On governance, it is important to establish safe-
guards against risks and assurances for the wellbeing
and social and economic benefits to smallholders,
where the state has an important role in influencing
technology and policy options. Thus external aid
and delivery models, and the state’s policy guidelines,
are important issues (World Bank, 2007; Royal
Society, 2009). To achieve rapid agricultural and
rural growth requires a range of complementary
investments across the broad spectrum of agricultural
production systems, from the large mechanized more
intensive systems to smallholder units. Thus ques-
tions as to the best mix of public and private sector
investments in irrigation and water management,
rural roads, agricultural finance and extension ser-
vices, among others, for the more intensive systems
assume great importance (Lele et al., 2010). Given
the severe adverse effects of climate change on agri-
cultural productivity in various agroecosystems, it is
imperative that in addition to infrastructure invest-
ments, serious consideration be given to questions
of adaptation through resilience of crops and cropping
systems (Pretty, 2003).
73. What will be the consequences to low-income
countries of the increased political roles of
countries with growing economic and purchasing
power (e.g. Brazil, China, India, Indonesia) in
global food systems?
74. What is the effectiveness of various aid delivery
models for multi- and bilateral donors for increas-
ing the well-being and productivity of small-
holder farmers in poorer developing countries?
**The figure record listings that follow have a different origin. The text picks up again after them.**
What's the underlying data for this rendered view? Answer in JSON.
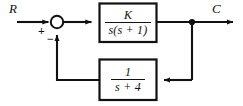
{
  "diagram": {
    "type": "control-system-block-diagram",
    "background_color": "#ffffff",
    "line_color": "#111111",
    "width": 243,
    "height": 106
  },
  "signals": {
    "input_label": "R",
    "output_label": "C"
  },
  "summing_junction": {
    "name": "summing-junction",
    "shape": "circle",
    "input_sign": "+",
    "feedback_sign": "−"
  },
  "blocks": [
    {
      "id": "forward-block",
      "role": "forward-path",
      "numerator": "K",
      "denominator": "s(s + 1)",
      "transfer_function": "K / [s(s + 1)]"
    },
    {
      "id": "feedback-block",
      "role": "feedback-path",
      "numerator": "1",
      "denominator": "s + 4",
      "transfer_function": "1 / (s + 4)"
    }
  ],
  "nodes": {
    "takeoff_point": "output-takeoff-node"
  }
}
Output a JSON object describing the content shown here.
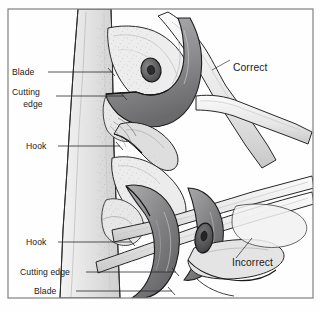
{
  "figure": {
    "frame_color": "#7a7a7a",
    "line_color": "#1a1a1a",
    "background": "#fefefe"
  },
  "panels": [
    {
      "id": "upper",
      "verdict": "Correct"
    },
    {
      "id": "lower",
      "verdict": "Incorrect"
    }
  ],
  "labels": {
    "upper": {
      "blade": "Blade",
      "cutting_edge_line1": "Cutting",
      "cutting_edge_line2": "edge",
      "hook": "Hook"
    },
    "lower": {
      "hook": "Hook",
      "cutting_edge": "Cutting edge",
      "blade": "Blade"
    },
    "verdicts": {
      "correct": "Correct",
      "incorrect": "Incorrect"
    }
  },
  "palette": {
    "outline": "#1d1d1d",
    "blade_dark": "#6f6f70",
    "blade_mid": "#9a9a9c",
    "metal_light": "#c9c9cb",
    "wood_light": "#efefef",
    "wood_mid": "#d7d7d7",
    "pivot": "#58585a",
    "frame": "#808080"
  }
}
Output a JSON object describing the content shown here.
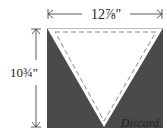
{
  "diagram": {
    "type": "quilt-cutting-diagram",
    "width_label": "12⅞\"",
    "height_label": "10¾\"",
    "discard_label": "Discard.",
    "colors": {
      "fabric_dark": "#4a4a4a",
      "triangle_fill": "#ffffff",
      "seam_line": "#888888",
      "arrow": "#333333"
    }
  }
}
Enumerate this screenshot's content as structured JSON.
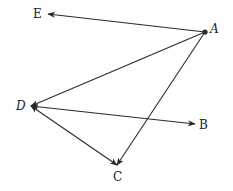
{
  "diagram": {
    "type": "directed-graph",
    "nodes": [
      {
        "id": "A",
        "label": "A",
        "x": 205,
        "y": 32,
        "lx": 210,
        "ly": 33,
        "italic": true,
        "dot": true
      },
      {
        "id": "B",
        "label": "B",
        "x": 195,
        "y": 124,
        "lx": 199,
        "ly": 129,
        "italic": false,
        "dot": false
      },
      {
        "id": "C",
        "label": "C",
        "x": 117,
        "y": 165,
        "lx": 113,
        "ly": 181,
        "italic": false,
        "dot": false
      },
      {
        "id": "D",
        "label": "D",
        "x": 31,
        "y": 106,
        "lx": 16,
        "ly": 110,
        "italic": true,
        "dot": false
      },
      {
        "id": "E",
        "label": "E",
        "x": 48,
        "y": 14,
        "lx": 33,
        "ly": 18,
        "italic": false,
        "dot": false
      }
    ],
    "edges": [
      {
        "from": "A",
        "to": "E",
        "arrow_end": true,
        "arrow_start": false
      },
      {
        "from": "A",
        "to": "D",
        "arrow_end": true,
        "arrow_start": false
      },
      {
        "from": "A",
        "to": "C",
        "arrow_end": true,
        "arrow_start": false
      },
      {
        "from": "D",
        "to": "B",
        "arrow_end": true,
        "arrow_start": true
      },
      {
        "from": "D",
        "to": "C",
        "arrow_end": true,
        "arrow_start": true
      }
    ],
    "colors": {
      "line": "#2a2a2a",
      "text": "#222222",
      "background": "#ffffff"
    }
  }
}
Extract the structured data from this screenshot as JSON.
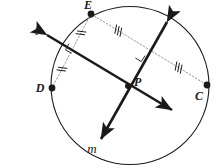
{
  "figure": {
    "background_color": "#ffffff",
    "stroke_color": "#1a1a1a",
    "dotted_color": "#8a8a8a",
    "width": 217,
    "height": 168
  },
  "circle": {
    "name": "circle",
    "cx": 130,
    "cy": 85.5,
    "r": 79,
    "stroke_width": 1.1
  },
  "points": [
    {
      "id": "E",
      "label": "E",
      "x": 91,
      "y": 14,
      "label_x": 88,
      "label_y": 9,
      "dot_r": 3.4
    },
    {
      "id": "D",
      "label": "D",
      "x": 52,
      "y": 88,
      "label_x": 40,
      "label_y": 92,
      "dot_r": 3.4
    },
    {
      "id": "C",
      "label": "C",
      "x": 207,
      "y": 85,
      "label_x": 199,
      "label_y": 100,
      "dot_r": 3.4
    },
    {
      "id": "P",
      "label": "P",
      "x": 128,
      "y": 86,
      "label_x": 134,
      "label_y": 86,
      "dot_r": 3.0
    }
  ],
  "lines": [
    {
      "id": "ell",
      "label": "ℓ",
      "label_x": 37,
      "label_y": 35,
      "x1": 47,
      "y1": 35,
      "x2": 172,
      "y2": 110,
      "stroke_width": 2.6,
      "arrow_start": true,
      "arrow_end": true
    },
    {
      "id": "m",
      "label": "m",
      "label_x": 92,
      "label_y": 153,
      "x1": 167,
      "y1": 22,
      "x2": 101,
      "y2": 139,
      "stroke_width": 2.6,
      "arrow_start": true,
      "arrow_end": true
    }
  ],
  "chords": [
    {
      "id": "chord-EC",
      "from": "E",
      "to": "C",
      "x1": 91,
      "y1": 14,
      "x2": 207,
      "y2": 85,
      "style": "dotted",
      "tick_count": 3,
      "ticks": [
        {
          "t": 0.235,
          "count": 3
        },
        {
          "t": 0.755,
          "count": 3
        }
      ],
      "right_angle_at": {
        "x": 139,
        "y": 52
      }
    },
    {
      "id": "chord-ED",
      "from": "E",
      "to": "D",
      "x1": 91,
      "y1": 14,
      "x2": 52,
      "y2": 88,
      "style": "dotted",
      "tick_count": 2,
      "ticks": [
        {
          "t": 0.255,
          "count": 2
        },
        {
          "t": 0.745,
          "count": 2
        }
      ],
      "right_angle_at": {
        "x": 75,
        "y": 47
      }
    }
  ],
  "markings": {
    "tick_label": "congruence-tick",
    "right_angle_label": "right-angle-marker",
    "right_angle_size": 7,
    "tick_length": 8,
    "tick_spacing": 3
  }
}
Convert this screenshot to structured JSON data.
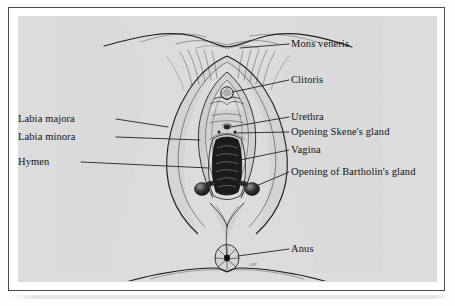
{
  "figure": {
    "type": "anatomical-illustration",
    "style": "pen-and-ink engraving / cross-hatched line drawing",
    "signature": "ART"
  },
  "colors": {
    "plate_background": "#dcdcdc",
    "page_background": "#fefefe",
    "frame_border": "#4a4a4a",
    "ink": "#1a1a1a",
    "label_text": "#111111",
    "leader_line": "#2a2a2a"
  },
  "labels_right": [
    {
      "id": "mons-veneris",
      "text": "Mons veneris"
    },
    {
      "id": "clitoris",
      "text": "Clitoris"
    },
    {
      "id": "urethra",
      "text": "Urethra"
    },
    {
      "id": "opening-skenes-gland",
      "text": "Opening Skene's gland"
    },
    {
      "id": "vagina",
      "text": "Vagina"
    },
    {
      "id": "opening-bartholins-gland",
      "text": "Opening of Bartholin's gland"
    },
    {
      "id": "anus",
      "text": "Anus"
    }
  ],
  "labels_left": [
    {
      "id": "labia-majora",
      "text": "Labia majora"
    },
    {
      "id": "labia-minora",
      "text": "Labia minora"
    },
    {
      "id": "hymen",
      "text": "Hymen"
    }
  ]
}
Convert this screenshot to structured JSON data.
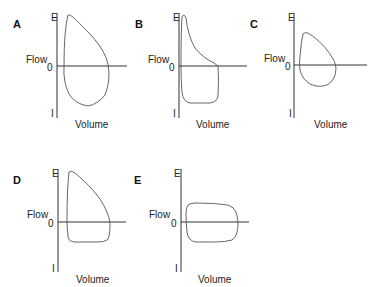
{
  "figure": {
    "axis_labels": {
      "y_top": "E",
      "y_bottom": "I",
      "y_name": "Flow",
      "y_zero": "0",
      "x_name": "Volume"
    },
    "panels": [
      {
        "id": "A",
        "label": "A",
        "shape": "normal flow-volume loop: rounded expiratory peak, rounded inspiratory curve"
      },
      {
        "id": "B",
        "label": "B",
        "shape": "sharp early expiratory peak with concave (scooped) decline; flattened inspiratory limb"
      },
      {
        "id": "C",
        "label": "C",
        "shape": "small, reduced-volume loop with proportionally reduced flows"
      },
      {
        "id": "D",
        "label": "D",
        "shape": "normal expiratory limb with flattened inspiratory limb"
      },
      {
        "id": "E",
        "label": "E",
        "shape": "flattened (plateaued) expiratory and inspiratory limbs"
      }
    ]
  }
}
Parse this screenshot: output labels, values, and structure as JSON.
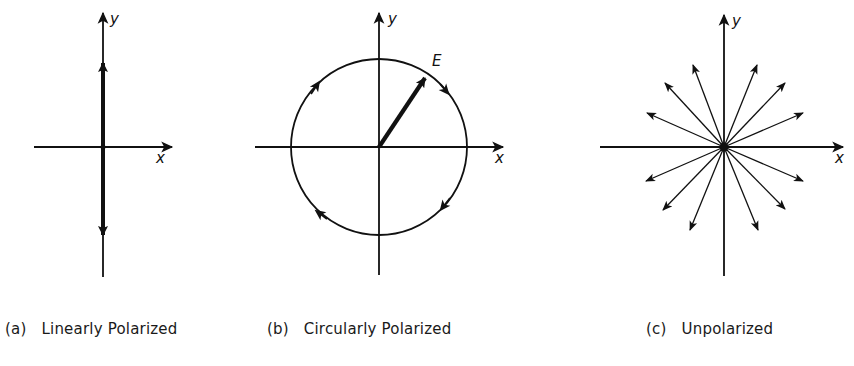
{
  "figure": {
    "panels": [
      {
        "id": "a",
        "tag": "(a)",
        "caption": "Linearly Polarized",
        "x_label": "x",
        "y_label": "y",
        "vector_label": "",
        "description": "Electric field oscillates along the y axis only (double-headed vertical vector)"
      },
      {
        "id": "b",
        "tag": "(b)",
        "caption": "Circularly Polarized",
        "x_label": "x",
        "y_label": "y",
        "vector_label": "E",
        "description": "Field vector E of constant magnitude rotating clockwise around a circle"
      },
      {
        "id": "c",
        "tag": "(c)",
        "caption": "Unpolarized",
        "x_label": "x",
        "y_label": "y",
        "vector_label": "",
        "description": "Field vectors in many random directions radiating from origin"
      }
    ],
    "colors": {
      "ink": "#111111",
      "background": "#ffffff"
    }
  }
}
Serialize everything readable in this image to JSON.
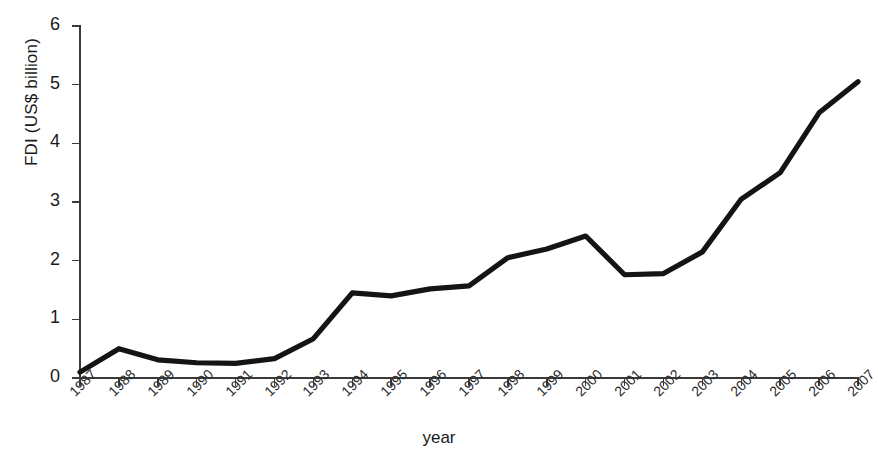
{
  "chart_data": {
    "type": "line",
    "title": "",
    "xlabel": "year",
    "ylabel": "FDI (US$ billion)",
    "categories": [
      "1987",
      "1988",
      "1989",
      "1990",
      "1991",
      "1992",
      "1993",
      "1994",
      "1995",
      "1996",
      "1997",
      "1998",
      "1999",
      "2000",
      "2001",
      "2002",
      "2003",
      "2004",
      "2005",
      "2006",
      "2007"
    ],
    "values": [
      0.1,
      0.5,
      0.31,
      0.26,
      0.25,
      0.33,
      0.67,
      1.45,
      1.4,
      1.52,
      1.57,
      2.05,
      2.2,
      2.42,
      1.76,
      1.78,
      2.15,
      3.05,
      3.5,
      4.52,
      5.05
    ],
    "series": [
      {
        "name": "FDI",
        "values": [
          0.1,
          0.5,
          0.31,
          0.26,
          0.25,
          0.33,
          0.67,
          1.45,
          1.4,
          1.52,
          1.57,
          2.05,
          2.2,
          2.42,
          1.76,
          1.78,
          2.15,
          3.05,
          3.5,
          4.52,
          5.05
        ],
        "color": "#141414"
      }
    ],
    "ylim": [
      0,
      6
    ],
    "ytick_labels": [
      "0",
      "1",
      "2",
      "3",
      "4",
      "5",
      "6"
    ],
    "ytick_values": [
      0,
      1,
      2,
      3,
      4,
      5,
      6
    ],
    "grid": false,
    "legend": "none",
    "line_color": "#141414",
    "axis_color": "#3a3a3a",
    "background": "#ffffff"
  }
}
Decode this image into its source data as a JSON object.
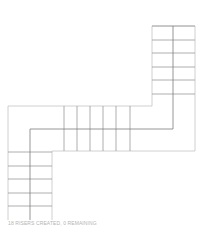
{
  "status_text": "18 RISERS CREATED, 0 REMAINING",
  "colors": {
    "outline": "#c4c4c4",
    "tread": "#9a9a9a",
    "center": "#7c7c7c",
    "status": "#b4b4b4"
  },
  "stair": {
    "outline_path": "M152,26 L195,26 L195,151 L52,151 L52,220 M8,220 L8,106 L152,106 L152,26",
    "walkline_path": "M173,26 L173,129 L30,129 L30,220",
    "top_flight_treads": [
      26,
      40,
      53,
      67,
      80,
      94
    ],
    "top_flight_x": [
      152,
      195
    ],
    "middle_flight_risers": [
      64,
      77,
      90,
      103,
      116,
      130
    ],
    "middle_flight_y": [
      106,
      151
    ],
    "bottom_flight_treads": [
      152,
      166,
      179,
      193,
      206
    ],
    "bottom_flight_x": [
      8,
      52
    ]
  }
}
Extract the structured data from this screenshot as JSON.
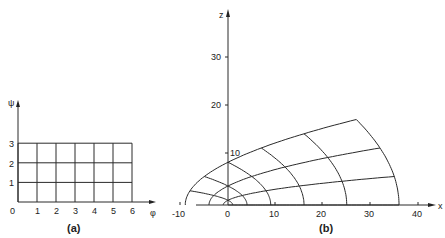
{
  "figure_a": {
    "caption": "(a)",
    "x_axis_label": "φ",
    "y_axis_label": "ψ",
    "origin_label": "0",
    "x_ticks": [
      "1",
      "2",
      "3",
      "4",
      "5",
      "6"
    ],
    "y_ticks": [
      "1",
      "2",
      "3"
    ],
    "grid": {
      "phi_range": [
        0,
        6
      ],
      "psi_range": [
        0,
        3
      ],
      "step": 1
    }
  },
  "figure_b": {
    "caption": "(b)",
    "x_axis_label": "x",
    "z_axis_label": "z",
    "x_ticks": [
      "-10",
      "0",
      "10",
      "20",
      "30",
      "40"
    ],
    "z_ticks": [
      "10",
      "20",
      "30"
    ],
    "description": "Conformal image of the rectangular (φ, ψ) grid: curvilinear parabolic-type mesh in the x–z plane"
  }
}
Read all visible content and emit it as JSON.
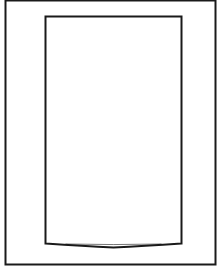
{
  "diagram": {
    "type": "line-drawing",
    "background": "#ffffff",
    "stroke_color": "#1a1a1a",
    "outer_frame": {
      "x": 5.5,
      "y": 0.5,
      "width": 210,
      "height": 264,
      "stroke_width": 2
    },
    "inner_panel": {
      "x": 45.5,
      "y": 16.5,
      "width": 136,
      "height": 227,
      "stroke_width": 2,
      "bottom_bow_depth": 4
    }
  }
}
75. Under what circumstances do investments in
smallholder agriculture compared with larger
and more mechanized farms achieve the greatest
societal and environmental good?
76. What are the consequences of different mixes of
public to private investment in irrigation
infrastructure?
77. What are the consequences of different choices of
investments in the resilience of agricultural
systems to address the multifaceted adverse
effects of climate change?
78. What steps need to be taken to encourage young
people to study agricultural science?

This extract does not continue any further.